Really interesting reply -- thank you.
Here's how I see it. I'd push back on the clean split between journalists stating facts and reviewers giving opinions. A good review does both — and the relationship between them is what makes it trustworthy or not. What's really at stake is *judgment* — not raw opinion (with no evidence or basis), not bare measurement (facts without context), but the disciplined act of weighing evidence, applying spelled-out aesthetic standards, and combining those to reach a considered conclusion. And not a foregone conclusion.
The deeper problem is that many reviewers aren't building toward a conclusion through careful listening. They already know (maybe unconsciously) they're going to like the gear — because access depends on staying friendly with manufacturers, and the business model runs on good relationships with advertisers. The "review" is written backward from a favorable verdict, and the impressionistic language — "incredible soundstage," "musical authority" — dresses up a foregone conclusion. We're asked to trust enthusiasm that was never at risk of turning out any other way. That's not judgment. It's performance.
A genuinely journalistic review makes an argument about aesthetics and tries to explain how this will translate for readers. It builds its impressions on a scaffolding of facts — comparison points, source material, system chain. When a reviewer says "the upper midrange added presence to vocals but made massed strings a little glassy on this recording through these speakers" — that's opinion *disciplined by facts*. You can work with it. You can ask whether your setup would interact the same way, whether your priorities would weight that tradeoff differently. That's judgment you can engage with.
You're right that we should choose gear based on what we hear. But reading about gear is only useful if you can tell the difference between fact-grounded evaluation and ad copy. The facts aren't opposed to the opinion. They're the difference between informed-opinon and baseless-opinion. That's what I'd call, instead, "judgement."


[Directions for this task]:
Set the images aside and retype the whole listing exactly.

[Information]:

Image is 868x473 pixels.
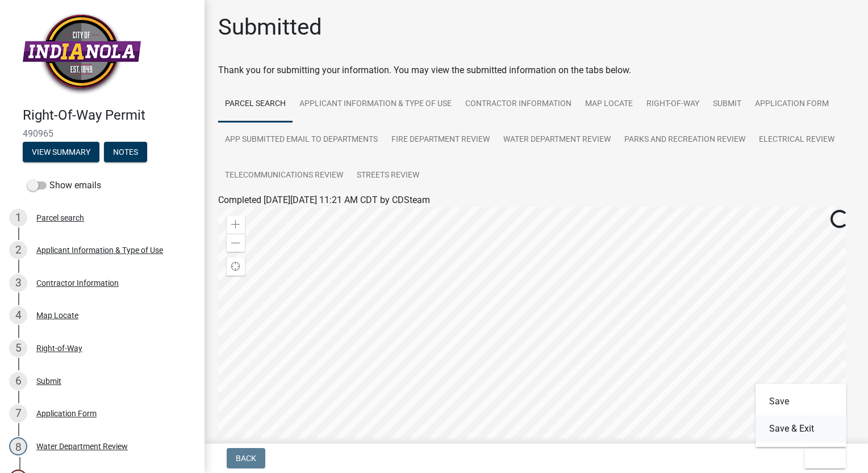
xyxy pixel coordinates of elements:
[9,306,27,325] div: 4
[27,179,101,192] label: Show emails
[578,87,639,123] a: Map Locate
[804,448,846,468] button: Exit
[9,339,27,357] div: 5
[384,122,497,158] a: Fire Department Review
[104,148,147,157] wm-modal-confirm: Notes
[350,158,425,194] a: Streets Review
[755,415,846,443] button: Save & Exit
[22,107,195,124] h4: Right-Of-Way Permit
[218,122,384,158] a: App Submitted Email to Departments
[813,454,829,463] span: Exit
[227,257,244,276] div: Find my location
[36,247,163,254] div: Applicant Information & Type of Use
[36,311,78,319] div: Map Locate
[218,14,322,41] h1: Submitted
[9,437,27,455] div: 8
[497,122,617,158] a: Water Department Review
[752,122,841,158] a: Electrical Review
[36,377,61,385] div: Submit
[22,128,182,139] span: 490965
[639,87,706,123] a: Right-of-Way
[218,195,430,206] span: Completed [DATE][DATE] 11:21 AM CDT by CDSteam
[706,87,748,123] a: Submit
[36,410,97,417] div: Application Form
[218,63,854,77] div: Thank you for submitting your information. You may view the submitted information on the tabs below.
[458,87,578,123] a: Contractor Information
[22,12,141,95] img: City of Indianola, Iowa
[36,443,128,451] div: Water Department Review
[755,388,846,415] button: Save
[22,141,99,162] button: View Summary
[236,454,256,463] span: Back
[22,148,99,157] wm-modal-confirm: Summary
[218,87,292,123] a: Parcel search
[227,448,265,468] button: Back
[617,122,752,158] a: Parks and Recreation Review
[9,241,27,259] div: 2
[748,87,836,123] a: Application Form
[9,209,27,227] div: 1
[218,158,350,194] a: Telecommunications Review
[36,214,84,222] div: Parcel search
[227,233,244,252] div: Zoom out
[104,141,147,162] button: Notes
[36,279,118,287] div: Contractor Information
[9,274,27,292] div: 3
[755,383,846,447] div: Exit
[36,345,82,352] div: Right-of-Way
[9,372,27,390] div: 6
[292,87,458,123] a: Applicant Information & Type of Use
[227,216,244,233] div: Zoom in
[9,404,27,423] div: 7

[Solution below]:
Image is 868x473 pixels.
xyxy pixel coordinates of elements:
[9,306,27,325] div: 4
[27,179,101,192] label: Show emails
[578,87,639,123] a: Map Locate
[804,448,846,468] button: Exit
[9,339,27,357] div: 5
[384,122,497,158] a: Fire Department Review
[104,148,147,157] wm-modal-confirm: Notes
[350,158,425,194] a: Streets Review
[755,415,846,443] button: Save & Exit
[22,107,195,124] h4: Right-Of-Way Permit
[218,122,384,158] a: App Submitted Email to Departments
[813,454,829,463] span: Exit
[227,257,244,276] div: Find my location
[36,247,163,254] div: Applicant Information & Type of Use
[36,311,78,319] div: Map Locate
[218,14,322,41] h1: Submitted
[9,437,27,455] div: 8
[497,122,617,158] a: Water Department Review
[752,122,841,158] a: Electrical Review
[36,377,61,385] div: Submit
[22,128,182,139] span: 490965
[639,87,706,123] a: Right-of-Way
[218,195,430,206] span: Completed [DATE][DATE] 11:21 AM CDT by CDSteam
[706,87,748,123] a: Submit
[36,410,97,417] div: Application Form
[218,63,854,77] div: Thank you for submitting your information. You may view the submitted information on the tabs below.
[458,87,578,123] a: Contractor Information
[22,12,141,95] img: City of Indianola, Iowa
[36,443,128,451] div: Water Department Review
[755,388,846,415] button: Save
[22,141,99,162] button: View Summary
[236,454,256,463] span: Back
[22,148,99,157] wm-modal-confirm: Summary
[218,87,292,123] a: Parcel search
[227,448,265,468] button: Back
[617,122,752,158] a: Parks and Recreation Review
[9,241,27,259] div: 2
[748,87,836,123] a: Application Form
[9,209,27,227] div: 1
[218,158,350,194] a: Telecommunications Review
[36,214,84,222] div: Parcel search
[227,233,244,252] div: Zoom out
[104,141,147,162] button: Notes
[36,279,118,287] div: Contractor Information
[9,274,27,292] div: 3
[755,383,846,447] div: Exit
[36,345,82,352] div: Right-of-Way
[9,372,27,390] div: 6
[292,87,458,123] a: Applicant Information & Type of Use
[227,216,244,233] div: Zoom in
[9,404,27,423] div: 7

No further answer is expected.